It’s easy to get confused what one means by “open” these days. Ted Leung has stirred an excellent conversation ( follow ups ) about the openness (or lack thereof) of Adobe’s Flex and Apollo technologies. Ted argues for an open environment with at least three characteristics:
Brendan at Mozilla discusses another aspect of openness. He calls it open standards, and that’s certainly part of it, but the technologies he describes aren’t just open, they’re transparent. One can easily inspect them without any special tools and from the outside. Opaque software (or as Yegge put it, hardware ), like Flash or Java bytecode, may still have intrinsic introspection, but to everything on the outside it’s a closed system. Brendan looks for REST-friendly technologies that are “hyper-linkable or indexable by search-engines.” This sort of openness (or transparency) is different from the openness for which Ted contends.
I completely agree with Ted’s concerns about the openness of Adobe’s RIA platform. I’m worried that we’ll have to go through the whole Java song and dance once again. In fact, I can’t express it much better than Ted already has, so I won’t try.
At the same time, I don’t share Brendon’s concern about Flex’s transparency. If Adobe provided an open environment for Flex and Apollo, that would be good enough for me. Why? Because rich internet applications are different beasts from websites. Period.
Let me elaborate. As far as I’m concerned, GMail is no more transparent than a Flash client. Where’s the hyper-linkability or the search-engine friendliness? Any openness is due to features of the application, not the underlying technology (have you looked at that Javascript?!) Better yet, where’s the linkability in say, Adobe Photoshop? Or Emacs or Eclipse or Skype? These are all applications, one of them just happens to be delivered over the web and uses the browser as its platform instead of some virtual machine or operating system. And let me go on record as saying the browser is a horrible operating system. Mozilla is great and getting better but when you target the web as your platform, then you have to work with IE and a host other browsers and the incompatibilities between them. The web just can’t easily support some applications to the same degree that an operating system or virtual machine can.
Ryan Stewart brings this up in Stop Thinking of Flex As a Browser Technology. Seriously. Stop It. I couldn’t agree more. The web was designed for hyperlinked documents. The core specifications are about resources and data, not applications (despite supporting code-on-demand). Just because we can turn a series of HTML documents into an application doesn’t mean we always should. Or that all applications can be turned into a series of forms and documents.
What web applications can do, however, is provide a web friendly view in addition to a rich client. Applications can provide open RESTful APIs that serve data in transparent formats like Atom or RDF. I would much rather work with a web application that actually behaved like an application but then also provided internet-friendly interfaces on the server. That’s a transparent and open approach.
I truly believe that, as Brendon suggests, the web can evolve to deliver rich applications using open, transparent technologies. I believe that Mozilla will be key to that realization. In the mean time, if you need a solution today, then you’re going to consider Flex. Since it isn’t a transparent technology, it’s all the more critical that it be an open one.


Work item. Find "Plot woman region." in the data below; transcribe the line it appears on and each line after it, exactly, to the end, and nothing else.

Dataset entries.
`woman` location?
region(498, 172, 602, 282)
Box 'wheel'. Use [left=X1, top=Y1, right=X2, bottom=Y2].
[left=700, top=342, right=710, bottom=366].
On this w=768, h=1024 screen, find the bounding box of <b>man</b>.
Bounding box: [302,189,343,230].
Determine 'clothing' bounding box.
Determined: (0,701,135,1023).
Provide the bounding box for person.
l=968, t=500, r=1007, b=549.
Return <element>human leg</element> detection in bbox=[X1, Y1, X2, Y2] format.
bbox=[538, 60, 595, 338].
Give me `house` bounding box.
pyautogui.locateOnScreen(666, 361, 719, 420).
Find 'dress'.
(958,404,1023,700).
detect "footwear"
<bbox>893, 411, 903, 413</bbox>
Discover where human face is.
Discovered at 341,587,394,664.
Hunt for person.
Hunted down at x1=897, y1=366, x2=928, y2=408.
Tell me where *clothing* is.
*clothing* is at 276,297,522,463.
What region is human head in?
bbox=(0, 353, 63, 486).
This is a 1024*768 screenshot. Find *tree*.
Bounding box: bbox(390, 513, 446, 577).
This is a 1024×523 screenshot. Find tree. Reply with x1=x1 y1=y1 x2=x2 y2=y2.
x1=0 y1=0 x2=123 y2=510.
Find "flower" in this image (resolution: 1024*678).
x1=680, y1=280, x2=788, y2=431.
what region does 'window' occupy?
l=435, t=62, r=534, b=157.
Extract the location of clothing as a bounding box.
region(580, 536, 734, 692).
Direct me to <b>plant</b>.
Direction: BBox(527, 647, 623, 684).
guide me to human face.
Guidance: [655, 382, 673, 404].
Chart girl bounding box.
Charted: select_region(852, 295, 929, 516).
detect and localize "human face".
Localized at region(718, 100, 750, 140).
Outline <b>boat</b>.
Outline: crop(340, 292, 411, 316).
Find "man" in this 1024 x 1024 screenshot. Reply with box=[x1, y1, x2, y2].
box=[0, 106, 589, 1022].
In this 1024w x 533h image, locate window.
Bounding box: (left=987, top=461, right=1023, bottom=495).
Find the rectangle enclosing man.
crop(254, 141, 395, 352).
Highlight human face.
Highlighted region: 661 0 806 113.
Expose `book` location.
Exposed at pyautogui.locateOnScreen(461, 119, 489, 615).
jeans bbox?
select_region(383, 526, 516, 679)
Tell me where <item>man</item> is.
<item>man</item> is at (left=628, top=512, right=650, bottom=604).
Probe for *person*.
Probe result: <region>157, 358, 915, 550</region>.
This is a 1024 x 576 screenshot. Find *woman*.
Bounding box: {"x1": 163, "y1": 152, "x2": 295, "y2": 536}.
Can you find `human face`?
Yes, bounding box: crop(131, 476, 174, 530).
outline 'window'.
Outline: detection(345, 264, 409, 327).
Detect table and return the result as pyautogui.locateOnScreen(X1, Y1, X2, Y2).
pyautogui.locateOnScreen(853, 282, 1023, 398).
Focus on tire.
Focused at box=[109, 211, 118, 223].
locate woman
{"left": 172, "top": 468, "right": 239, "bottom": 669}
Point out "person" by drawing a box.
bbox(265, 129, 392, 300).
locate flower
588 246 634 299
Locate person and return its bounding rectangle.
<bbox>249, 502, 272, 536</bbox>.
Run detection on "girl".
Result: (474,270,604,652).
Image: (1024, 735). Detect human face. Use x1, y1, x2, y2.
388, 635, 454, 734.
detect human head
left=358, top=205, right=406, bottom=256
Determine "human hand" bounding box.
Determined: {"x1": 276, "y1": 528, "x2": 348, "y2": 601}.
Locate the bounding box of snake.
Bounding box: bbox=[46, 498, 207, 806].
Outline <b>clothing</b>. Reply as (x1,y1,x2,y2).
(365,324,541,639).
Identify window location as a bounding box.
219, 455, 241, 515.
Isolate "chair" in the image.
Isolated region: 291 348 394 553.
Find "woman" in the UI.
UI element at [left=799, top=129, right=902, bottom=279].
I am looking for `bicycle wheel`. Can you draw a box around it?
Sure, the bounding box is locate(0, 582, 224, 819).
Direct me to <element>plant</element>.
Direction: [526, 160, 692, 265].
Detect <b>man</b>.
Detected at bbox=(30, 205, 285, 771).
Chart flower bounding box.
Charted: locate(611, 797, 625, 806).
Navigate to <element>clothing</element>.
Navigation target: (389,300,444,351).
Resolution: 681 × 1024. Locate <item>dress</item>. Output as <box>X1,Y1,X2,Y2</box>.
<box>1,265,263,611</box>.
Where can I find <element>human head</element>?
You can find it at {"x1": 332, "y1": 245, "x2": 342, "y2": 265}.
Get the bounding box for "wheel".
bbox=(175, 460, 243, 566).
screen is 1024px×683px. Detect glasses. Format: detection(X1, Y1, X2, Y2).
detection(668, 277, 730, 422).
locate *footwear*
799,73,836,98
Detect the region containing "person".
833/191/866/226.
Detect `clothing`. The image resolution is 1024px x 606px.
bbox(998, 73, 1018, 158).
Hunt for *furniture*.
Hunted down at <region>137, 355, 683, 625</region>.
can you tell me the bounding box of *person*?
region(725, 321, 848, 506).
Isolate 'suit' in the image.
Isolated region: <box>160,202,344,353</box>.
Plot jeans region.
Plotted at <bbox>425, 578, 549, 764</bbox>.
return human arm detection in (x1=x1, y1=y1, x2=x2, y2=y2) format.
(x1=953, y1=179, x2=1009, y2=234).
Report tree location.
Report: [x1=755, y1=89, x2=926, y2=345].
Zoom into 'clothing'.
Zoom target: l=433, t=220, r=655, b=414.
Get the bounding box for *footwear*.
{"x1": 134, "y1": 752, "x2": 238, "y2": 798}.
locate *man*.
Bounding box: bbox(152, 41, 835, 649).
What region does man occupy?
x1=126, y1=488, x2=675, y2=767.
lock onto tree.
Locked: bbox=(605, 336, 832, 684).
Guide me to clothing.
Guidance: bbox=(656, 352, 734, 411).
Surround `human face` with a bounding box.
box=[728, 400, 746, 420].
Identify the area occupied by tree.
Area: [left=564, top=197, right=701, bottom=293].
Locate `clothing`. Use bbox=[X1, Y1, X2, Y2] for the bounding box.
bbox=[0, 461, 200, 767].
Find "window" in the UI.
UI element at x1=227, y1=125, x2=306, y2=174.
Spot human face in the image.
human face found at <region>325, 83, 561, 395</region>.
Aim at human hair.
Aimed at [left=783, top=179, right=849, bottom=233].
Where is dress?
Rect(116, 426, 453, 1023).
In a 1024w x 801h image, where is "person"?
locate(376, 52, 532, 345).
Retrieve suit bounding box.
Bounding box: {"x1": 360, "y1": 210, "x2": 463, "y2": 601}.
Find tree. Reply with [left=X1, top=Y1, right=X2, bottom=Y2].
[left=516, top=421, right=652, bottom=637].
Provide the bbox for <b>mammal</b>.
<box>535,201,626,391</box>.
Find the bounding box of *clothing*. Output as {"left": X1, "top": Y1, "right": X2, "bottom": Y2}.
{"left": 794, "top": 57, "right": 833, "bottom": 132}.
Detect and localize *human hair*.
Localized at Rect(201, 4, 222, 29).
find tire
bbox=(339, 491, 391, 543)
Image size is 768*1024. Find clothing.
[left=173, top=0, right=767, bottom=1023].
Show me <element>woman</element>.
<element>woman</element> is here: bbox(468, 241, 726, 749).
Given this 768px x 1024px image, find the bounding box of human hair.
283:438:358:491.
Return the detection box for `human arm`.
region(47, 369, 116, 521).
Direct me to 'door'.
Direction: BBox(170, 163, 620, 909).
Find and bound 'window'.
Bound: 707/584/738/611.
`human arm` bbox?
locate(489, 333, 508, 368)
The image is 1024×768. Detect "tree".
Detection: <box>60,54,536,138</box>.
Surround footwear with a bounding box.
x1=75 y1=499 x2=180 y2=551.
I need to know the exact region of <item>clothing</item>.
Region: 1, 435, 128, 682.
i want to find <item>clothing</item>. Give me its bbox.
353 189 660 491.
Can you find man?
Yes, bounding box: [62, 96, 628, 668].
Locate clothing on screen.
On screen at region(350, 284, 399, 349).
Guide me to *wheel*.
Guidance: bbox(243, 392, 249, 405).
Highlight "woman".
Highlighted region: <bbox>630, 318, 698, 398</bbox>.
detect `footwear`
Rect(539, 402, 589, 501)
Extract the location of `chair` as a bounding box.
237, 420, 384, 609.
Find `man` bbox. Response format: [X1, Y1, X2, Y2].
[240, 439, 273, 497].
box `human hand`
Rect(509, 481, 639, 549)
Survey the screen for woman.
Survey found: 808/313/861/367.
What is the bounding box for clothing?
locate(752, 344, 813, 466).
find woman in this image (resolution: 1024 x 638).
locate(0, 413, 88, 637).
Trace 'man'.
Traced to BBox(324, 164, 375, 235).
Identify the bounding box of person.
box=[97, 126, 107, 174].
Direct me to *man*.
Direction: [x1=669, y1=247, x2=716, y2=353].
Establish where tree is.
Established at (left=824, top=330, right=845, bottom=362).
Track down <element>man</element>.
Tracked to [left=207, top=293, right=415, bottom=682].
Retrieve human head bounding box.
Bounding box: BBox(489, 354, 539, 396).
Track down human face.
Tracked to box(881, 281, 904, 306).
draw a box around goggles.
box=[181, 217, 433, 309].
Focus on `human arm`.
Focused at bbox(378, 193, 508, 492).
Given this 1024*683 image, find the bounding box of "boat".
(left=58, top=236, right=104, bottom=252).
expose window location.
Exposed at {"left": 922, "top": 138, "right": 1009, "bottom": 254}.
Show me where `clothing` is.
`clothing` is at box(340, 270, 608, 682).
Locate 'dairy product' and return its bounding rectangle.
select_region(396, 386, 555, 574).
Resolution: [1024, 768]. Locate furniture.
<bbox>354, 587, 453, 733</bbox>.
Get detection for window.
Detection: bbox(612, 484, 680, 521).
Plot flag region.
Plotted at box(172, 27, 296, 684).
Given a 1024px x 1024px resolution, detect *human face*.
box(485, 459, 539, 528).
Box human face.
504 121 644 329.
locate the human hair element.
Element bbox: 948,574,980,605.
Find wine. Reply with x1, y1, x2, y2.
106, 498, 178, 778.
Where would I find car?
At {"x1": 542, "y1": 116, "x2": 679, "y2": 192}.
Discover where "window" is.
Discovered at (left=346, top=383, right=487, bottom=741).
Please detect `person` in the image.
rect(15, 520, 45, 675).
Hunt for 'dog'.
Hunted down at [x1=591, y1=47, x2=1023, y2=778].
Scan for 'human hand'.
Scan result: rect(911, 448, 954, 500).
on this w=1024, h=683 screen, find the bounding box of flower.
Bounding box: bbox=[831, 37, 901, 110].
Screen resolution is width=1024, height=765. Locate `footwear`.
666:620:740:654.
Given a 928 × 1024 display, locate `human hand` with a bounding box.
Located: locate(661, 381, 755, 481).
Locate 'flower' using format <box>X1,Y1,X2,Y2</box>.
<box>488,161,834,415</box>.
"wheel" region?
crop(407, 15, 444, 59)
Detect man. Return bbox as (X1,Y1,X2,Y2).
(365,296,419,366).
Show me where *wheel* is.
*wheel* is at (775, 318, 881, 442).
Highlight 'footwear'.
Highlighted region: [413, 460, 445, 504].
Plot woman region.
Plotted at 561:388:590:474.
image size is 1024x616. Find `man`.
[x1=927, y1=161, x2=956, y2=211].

Response to the task.
Plot woman region.
Plotted at 561:388:590:474.
image size is 1024x616. Find `man`.
[x1=927, y1=161, x2=956, y2=211].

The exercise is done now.